Frank was born in Texas but spent his formative years in New York, graduating from Cornell University with an engineering degree in 1906. Four years later he married Lucille Selig and the couple moved to Atlanta where he took a position as the superintendent of the National Pencil Factory.
In April 1913, Frank was accused and convicted of the murder of 13-year-old Mary Phagan, an employee at the factory. He was given the death penalty.
The police investigation was significantly muddied by anti-Northern sentiment as well as antisemitism. According to the Brandeis University Library Archives website, "the trial was widely considered a mockery of justice, with crowds shouting 'hang the Jew' outside the courtroom."

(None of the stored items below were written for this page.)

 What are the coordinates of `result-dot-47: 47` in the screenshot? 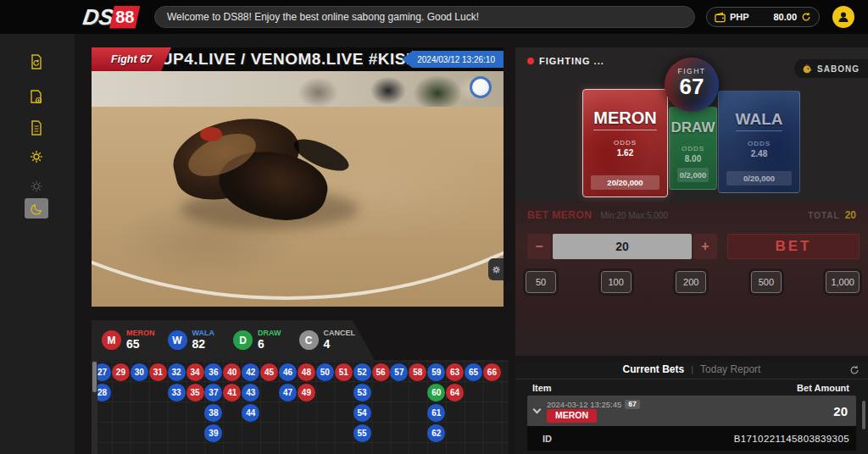 It's located at (288, 393).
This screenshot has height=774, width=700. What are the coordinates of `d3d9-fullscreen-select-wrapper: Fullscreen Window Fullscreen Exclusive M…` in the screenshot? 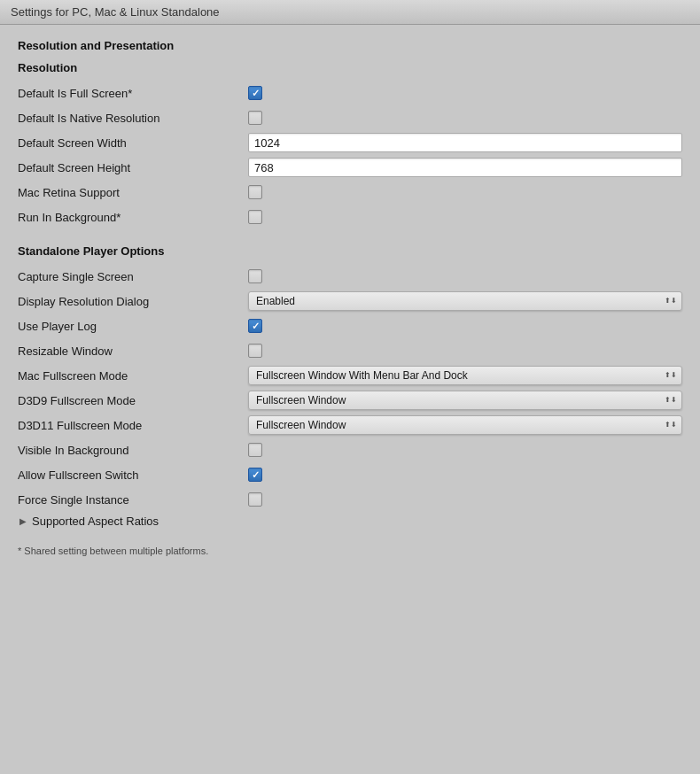 It's located at (465, 400).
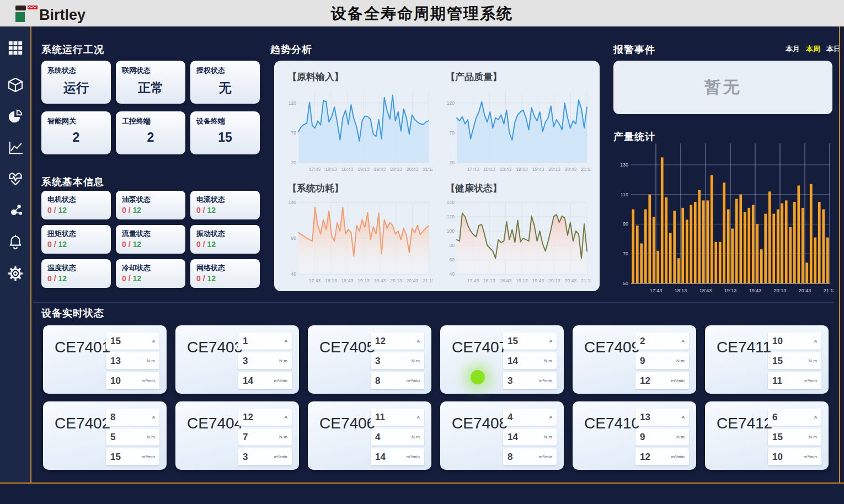  What do you see at coordinates (451, 231) in the screenshot?
I see `svg-text: 100` at bounding box center [451, 231].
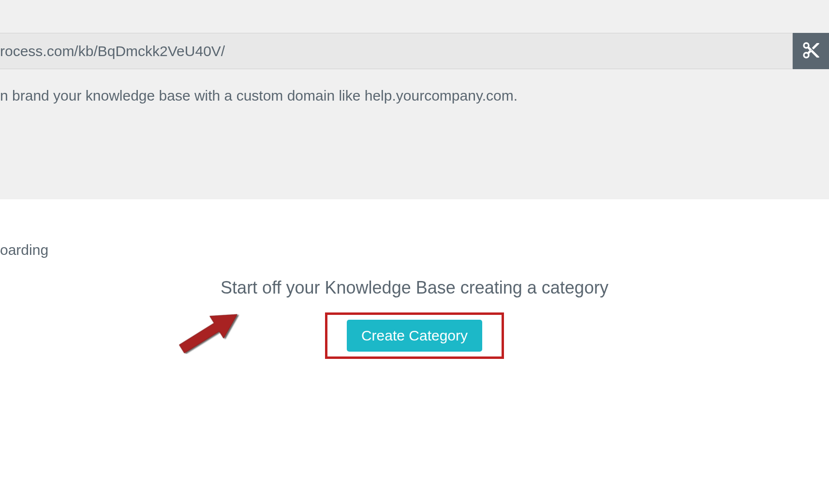 The height and width of the screenshot is (504, 829). What do you see at coordinates (414, 336) in the screenshot?
I see `annotation-highlight-box: Create Category` at bounding box center [414, 336].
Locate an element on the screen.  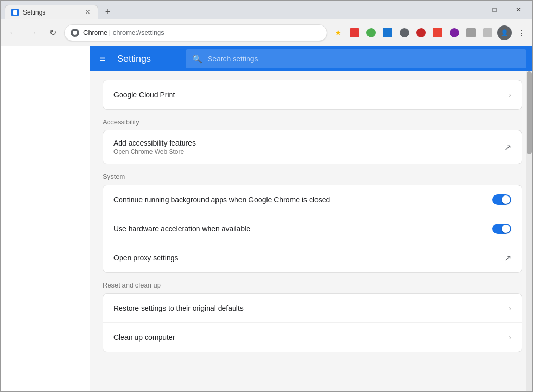
ext-grey-icon is located at coordinates (471, 33).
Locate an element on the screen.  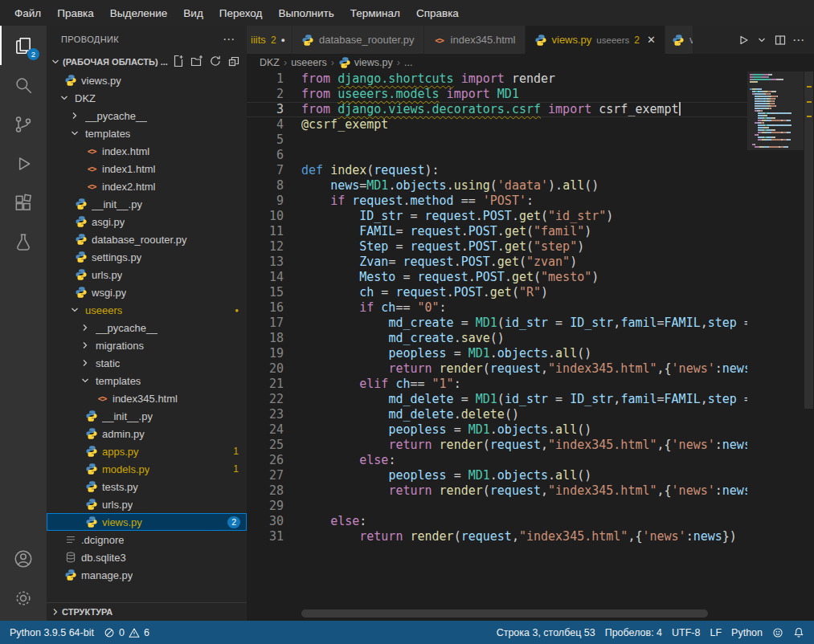
menu-item: Правка is located at coordinates (76, 13).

Georgia's governor, John Slaton, commuted Frank's sentence to life in prison in August following the murder. Unfortunately, a few days after the sentence was announced, a mob broke into the prison where Frank was being held, kidnapped him and hanged him.
The trial and its gruesome end were heavily covered by the press and the whole affair is very well documented in the correspondences of Leo and Lucille Frank with friends, family and others.
"A toxic mixture of hatreds – racism, antisemitism, tensions between disparate socioeconomic groups, mutual loathing between 'traditional Southerners' and 'progressive Yankees' from the North – was brought to bear, and Frank's brutal lynching was the tragic result. It is a grim reminder of America's past that, however, must be remembered", says Meron Eren, CEO and co-founder of Kedem Auction House.
The collection up for auction includes a postcard with a photograph showing Frank's hanged body; a piano roll for a player piano, with the melody of a ballad written about the murder; extensive legal correspondence dating from the 1980s regarding the struggle led by the Anti-Defamation League to exonerate Frank.